Pennsylvania's state pension fund has about as much money as it did 10 years ago. It has not kept pace with rapidly rising pension expenses and projections. That is why taxpayers have been paying more to bolster the fund each year.

Nick Maiale (left), seen here dining at the Palms with ward leaders Larry Farnese (center) and Rosanne Pavciello retired last week as chair of the Pa. retirement system.
Nick Maiale (left), seen here dining at the Palms with ward leaders Larry Farnese (center) and Rosanne Pavciello retired last week as chair of the Pa. retirement system.Read moreDN

Pennsylvania's state pension fund has about as much money as it did 10 years ago. It has not kept pace with rapidly rising pension expenses and projections. That is why taxpayers have been paying more to bolster the fund each year.

Is Nicholas Maiale to blame? The former state representative - a Democrat from South Philadelphia - and corporate lobbyist retired as chairman of the State Employees' Retirement System (SERS) board last week, after Gov. Corbett failed to reappoint him.

Under five governors, Maiale's aggressive strategy placed about half the pension system's assets into high-fee hedge, buyout, venture, real estate, and commodities funds.

But the returns failed to keep pace with the system's fiscal needs.

In glowing tributes at his final SERS meeting, Maiale's supporters said his results were still better than other pension funds.

But even if SERS did better than most, it would still face a growing need for cash. That is because past Pennsylvania governors and legislative leaders of both parties agreed to give themselves and other retirees bigger pensions without setting aside more money to pay for them.
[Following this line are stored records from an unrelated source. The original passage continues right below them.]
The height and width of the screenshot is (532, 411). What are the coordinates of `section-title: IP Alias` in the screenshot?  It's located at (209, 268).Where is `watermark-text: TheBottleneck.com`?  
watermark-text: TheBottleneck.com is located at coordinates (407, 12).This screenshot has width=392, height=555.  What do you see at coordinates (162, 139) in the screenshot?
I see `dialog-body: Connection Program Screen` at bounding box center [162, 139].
Is the complex investment bazaar Maiale helped build out of date? Vanguard Group, in Malvern, has nearly tripled its assets over the last 10 years, to $2.2 trillion, by convincing more Americans that you can't beat the market. The best you can do is buy low-fee funds that mimic the main market indexes. A few pension funds - such as Montgomery County's - have lately fired their private managers and hired Vanguard.
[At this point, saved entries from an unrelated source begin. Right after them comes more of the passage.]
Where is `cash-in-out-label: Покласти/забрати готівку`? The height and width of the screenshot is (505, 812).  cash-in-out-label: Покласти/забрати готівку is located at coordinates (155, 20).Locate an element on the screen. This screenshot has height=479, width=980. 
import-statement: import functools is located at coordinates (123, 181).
But that's not where Corbett wants Pennsylvania to go.

To replace Maiale, Corbett went to one of the private management firms Montgomery County had just fired. The new SERS chairman is Glenn E. Becker, president of Swarthmore Group, a Philadelphia money manager that is only about as big as it was 10 years ago.

Over the last five years, Swarthmore Group charged higher fees (50 cents for every $100 invested per year) and created less profit than other firms investing in similar U.S. stocks, according to data provided by Uri Monson, Montgomery County's chief investment officer.
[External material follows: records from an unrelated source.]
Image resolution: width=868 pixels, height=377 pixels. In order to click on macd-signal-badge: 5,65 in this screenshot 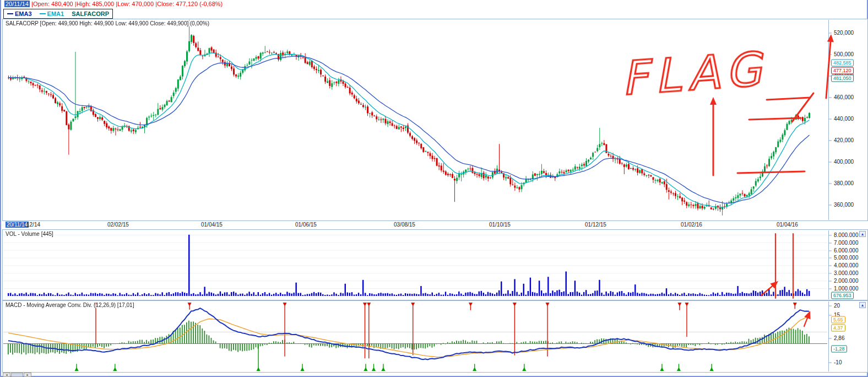, I will do `click(838, 320)`.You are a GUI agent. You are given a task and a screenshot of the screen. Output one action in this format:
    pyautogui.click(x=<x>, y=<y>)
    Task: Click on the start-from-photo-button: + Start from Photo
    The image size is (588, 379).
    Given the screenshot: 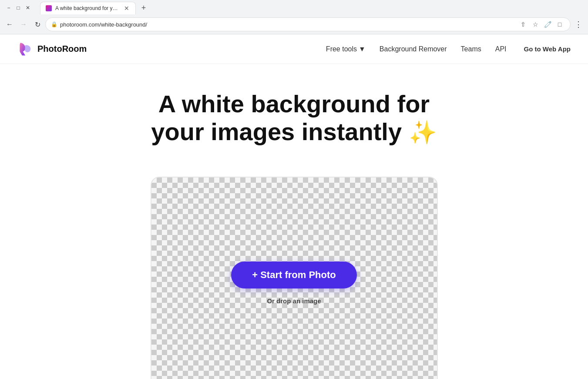 What is the action you would take?
    pyautogui.click(x=294, y=275)
     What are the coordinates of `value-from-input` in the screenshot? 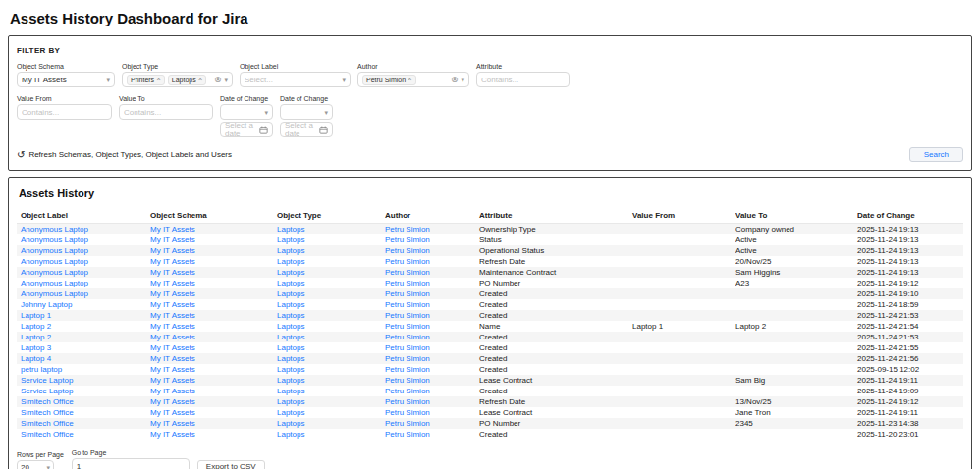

Swarthmore Group was previously hired and fired - for underperformance - by Philadelphia and Bucks Counties.

Pennsylvania has paid Swarthmore Group $16 million to manage college savings investments and other state accounts over the last 10 years, according to the state treasurer's data. But Swarthmore's returns on that money fell short of market returns and state benchmarks in each of the last five years.

So the state dropped Swarthmore Group as a college savings program manager in 2013, says Gary Tuma, spokesman for state Treasurer Rob McCord. Becker said the firm held an investment staff retreat at Philadelphia's Union League at the end of 2012 that led to changes that have improved performance recently.

Investment record aside, Swarthmore Group has been well-represented in state appointments. Swarthmore chairman James Nevels headed the first version of the state School Reform Commission that is attempting to stabilize Philadelphia's public schools. Nevels currently chairs Hershey Co. and serves as a director of the Hershey Trust.

Two Swarthmore Group officials, Paula R. Mandle, who is both chief executive and chief compliance officer, and Joseph P. Manheim, chief investment officer, have set up a firm that has been tapped by the Pennsylvania Turnpike Commission to sell U.S. citizenship to Chinese investors in exchange for lending money to finance turnpike improvements - a potentially lucrative arrangement that Auditor General Eugene DePasquale said "raises alarms."

DePasquale will review the arrangement as part of his pending turnpike audit.

Swarthmore Group has an explanation for its involvement with state entities.

"We're a firm that fights above our weight," Becker said. "We have people who are very dedicated to public service and want to be involved in those things. It's part of our DNA."

Swarthmore Group officials are also political contributors. Nevels gave more than $100,000 to former state Treasurer Barbara Hafer, who chaired the state teachers' pension fund and had a seat on SERS. Mandle gave $5,000 to McCord, who sits on the SERS board and became one of Maiale's harshest critics, when he began his run for treasurer in 2007.

Becker gave state Republican fund-raiser Bob Asher's Pennsylvania Future Fund more than $40,000 in 2005-09.

Becker acknowledges "a little noise" at SERS these days. "[But] SERS is not a broken organization," he said. "We need to manage this fund in the most efficient, effective way."